In today's business world, silos are coming crashing down. The business landscape has been redefined as a result of digitalization and the evolution of the internet, mobile computing, and data sciences have led to a greater interconnectedness of operating markets across geopolitical borders.
The unprecedented after-effects of COVID-19 also made us realize that the world we live in today has a high degree of interdependency. For instance, this slow shift toward working remotely on a permanent basis could result in some long-term impacts on different industry sectors simply because everything is connected. A disruption anywhere on the transaction chain has the potential to create a domino effect and send ripples down the market. If businesses fail to understand and analyze the interconnections, they can make myopic decisions that could cause organizations to fail in developing and executing effective recovery strategies.
Despite the ongoing effort to adopt new technologies and tools to implement a pervasive approach to risk management, business leaders and risk teams are still unable to fully understand the interconnectedness of risks. In our recent webinar, risk professionals and leaders discussed why that happens and how businesses can take a holistic and integrated approach to make risk management processes more efficient and effective.
Even today, businesses implement control without understanding the implications of how it impacts different business areas. Implementing controls within a siloed system can lead to overabundance, overlap, and duplicated controls which are unnecessarily expensive, time-consuming, and eventually reduce efficiency. Therefore, it is absolutely critical to have an integrated approach to risk management where you’re not spending 80% of your time in data collection and only 20% in analysis.
Risk management needs to evolve and help businesses obtain a deeper understanding of all aspects of the risks they face as well as the intricate spider web of interconnections they create because these links among risks can amplify the overall impact, indirectly or indirectly.
And, in order for IRM to be effective, people, processes, technology, and perhaps even data need to come together and work as part of a common ecosystem with a common purpose and goal in mind.
However, risk identification and assessment programs by themselves do not serve the full purpose without having quantifiable measures put in place to support risk identification.
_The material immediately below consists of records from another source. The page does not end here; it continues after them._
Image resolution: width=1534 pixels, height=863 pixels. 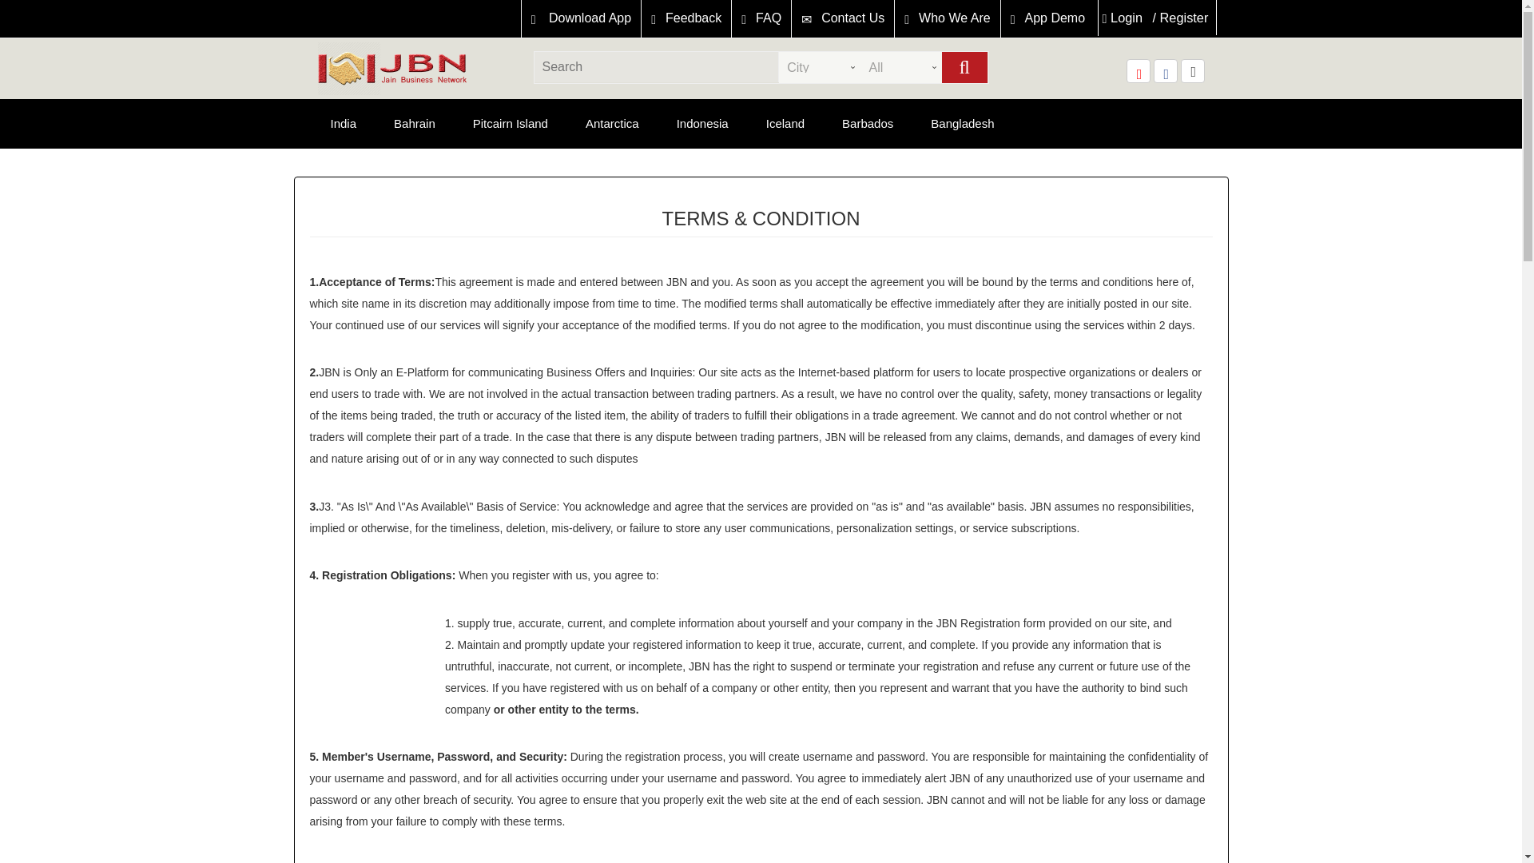 I want to click on Iceland, so click(x=785, y=123).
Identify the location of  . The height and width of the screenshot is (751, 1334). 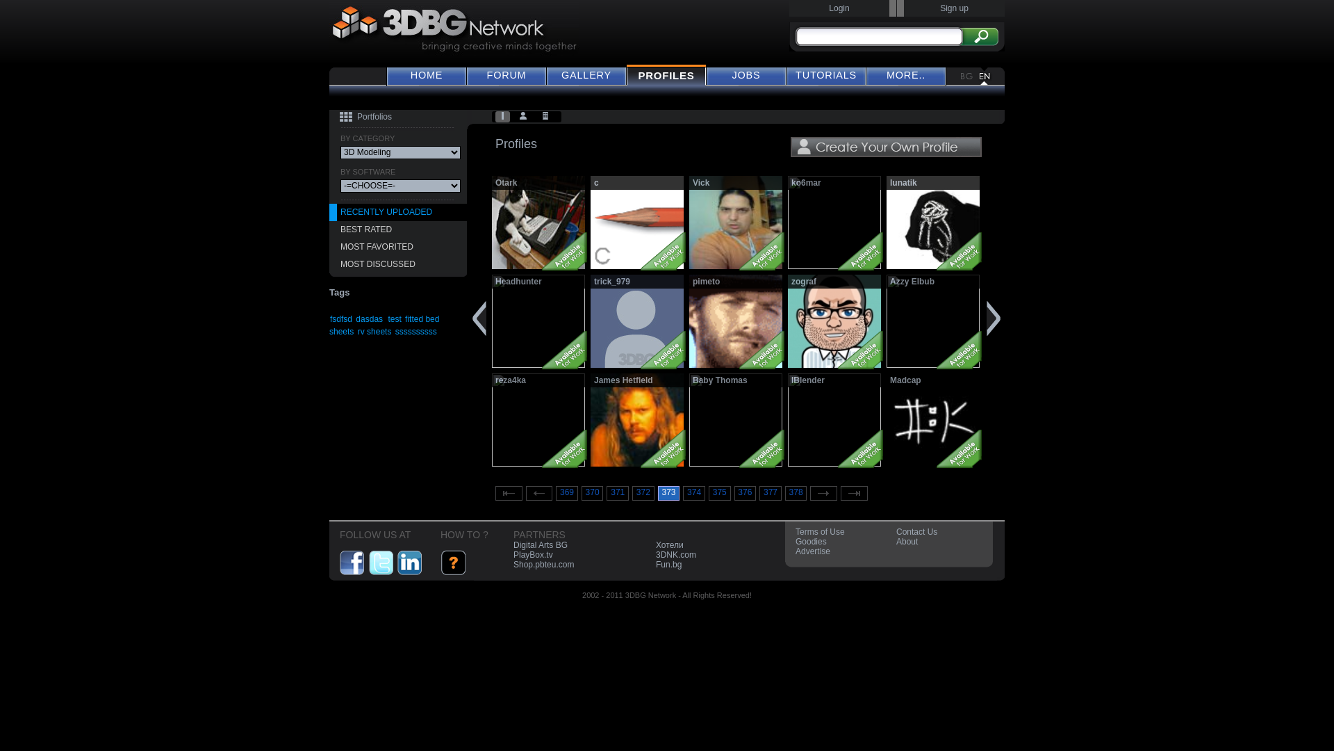
(736, 321).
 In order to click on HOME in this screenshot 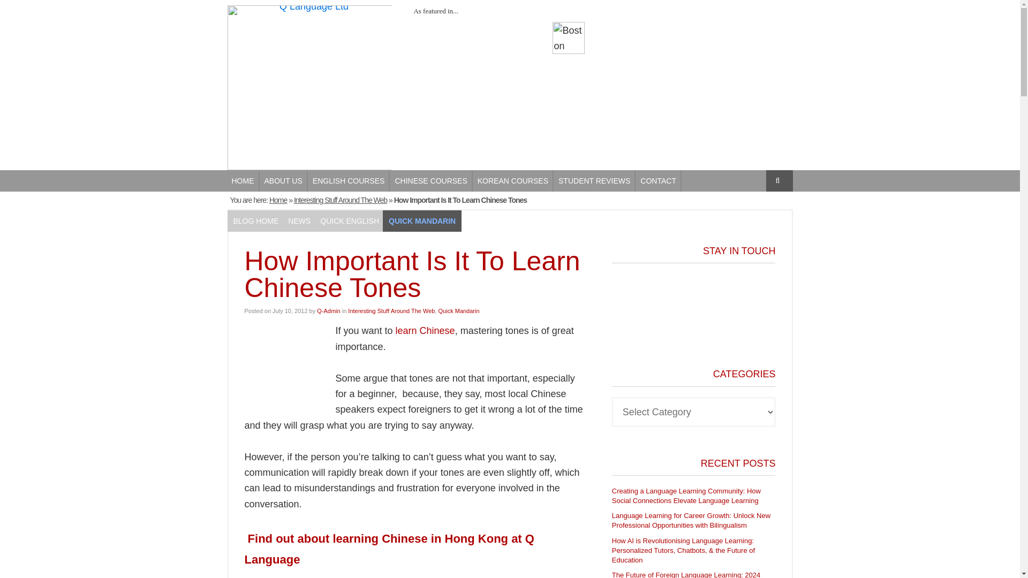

This requires some carefully thought-out measurement components to be designed and implemented that would provide useful insight on the risk.
While many of us would like to believe that enabling technology for IRM is primarily about implementing an enterprise GRC tool, it requires some broader thinking. IRM is an extension of your GRC program where risk management practice is seamlessly embedded into compliance, cybersecurity, vendor risk management, and business continuity planning.
Businesses need to understand and break down the complex interrelationships. And that means risk identification needs to happen, where risk happens.
Our MetricStream Platform can help you cut across organizational silos by standardizing risk and control taxonomies and enabling stakeholders to effectively coordinate and unify risk management activities across all business functions. Organizations can use our product to align their assurance programs and gain comprehensive visibility into both risk exposure and relationships. Reach out to us to know how to achieve forward-looking risk visibility with predictive risk metrics and indicators in your Risk Management program today!